As Mr. Vance noted, bigger companies can better manage regulatory burdens and lobby government for rules that handicap smaller rivals. "By preserving an open regulatory environment, we've encouraged American innovators to experiment and to make unparalleled R and D investments," Mr. Vance said. The U.S. goal is to ensure "American AI technology continues to be the gold standard worldwide and we are the partner of choice for others."

The Biden-Harris crowd gave barely a thought to how its heavy-handed regulation would hamstring American companies. Chinese startup DeepSeek underlines that small players can challenge OpenAI, Google's DeepMind and Meta's Llama.

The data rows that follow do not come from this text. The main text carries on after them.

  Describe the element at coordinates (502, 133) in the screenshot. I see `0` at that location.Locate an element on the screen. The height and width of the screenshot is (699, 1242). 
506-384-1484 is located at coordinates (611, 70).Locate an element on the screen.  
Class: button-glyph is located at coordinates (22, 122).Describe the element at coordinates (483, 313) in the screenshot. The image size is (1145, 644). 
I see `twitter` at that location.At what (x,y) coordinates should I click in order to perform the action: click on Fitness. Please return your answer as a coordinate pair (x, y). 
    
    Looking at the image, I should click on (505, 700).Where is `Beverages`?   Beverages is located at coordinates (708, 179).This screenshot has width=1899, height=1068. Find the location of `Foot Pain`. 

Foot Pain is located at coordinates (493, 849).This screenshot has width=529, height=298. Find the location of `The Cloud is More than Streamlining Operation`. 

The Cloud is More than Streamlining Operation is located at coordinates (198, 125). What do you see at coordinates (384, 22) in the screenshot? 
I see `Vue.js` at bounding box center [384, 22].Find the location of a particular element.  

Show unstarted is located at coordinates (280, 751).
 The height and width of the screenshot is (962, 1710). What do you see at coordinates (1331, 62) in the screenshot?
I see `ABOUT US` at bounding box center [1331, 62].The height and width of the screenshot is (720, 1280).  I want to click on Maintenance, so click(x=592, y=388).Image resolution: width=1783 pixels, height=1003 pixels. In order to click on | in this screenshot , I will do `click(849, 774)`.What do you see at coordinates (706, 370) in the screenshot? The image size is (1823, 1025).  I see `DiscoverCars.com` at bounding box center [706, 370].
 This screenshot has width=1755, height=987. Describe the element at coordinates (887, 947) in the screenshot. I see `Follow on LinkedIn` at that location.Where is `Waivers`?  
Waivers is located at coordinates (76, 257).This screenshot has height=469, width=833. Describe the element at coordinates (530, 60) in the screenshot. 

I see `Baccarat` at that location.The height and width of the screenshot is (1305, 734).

U.S. leadership in AI isn't assured. One risk is that Europe, India and other countries deploy Chinese models that the Communist Party can use for malign purposes. DeepSeek censors its responses to comply with Communist Party speech controls. It also gathers data on users, similar to what TikTok collects.

"Partnering with them means chaining your nation to an authoritarian master that seeks to infiltrate, dig in, and seize your information infrastructure," Mr. Vance said. "Should a deal seem too good to be true, just remember the old adage that we learned in Silicon Valley: If you aren't paying for the product, you are the product."

Mr. Vance also chided the Europeans for their "massive regulations" that harm America's "most productive tech companies" like Apple, Google and Amazon. His defense of U.S. tech companies is a welcome contrast to Biden officials who ganged up on them with European regulators.

The VP warned that Europe's climate policies chase the "reliable power out of their nations" needed for AI. This will make it harder for European businesses to compete. He rebutted concerns that AI will "inevitably automate away our labor force." Most AI applications "involve supplementing, not replacing, the work being done by Americans," he noted.

America is poised to lead a "new industrial revolution," he said, and productivity improvements will benefit workers. Mr. Vance might tell his union friends this, too." [1]

1,  JD Vance's Good Counsel on AI. Wall Street Journal, Eastern edition; New York, N.Y.. 13 Feb 2025: A14.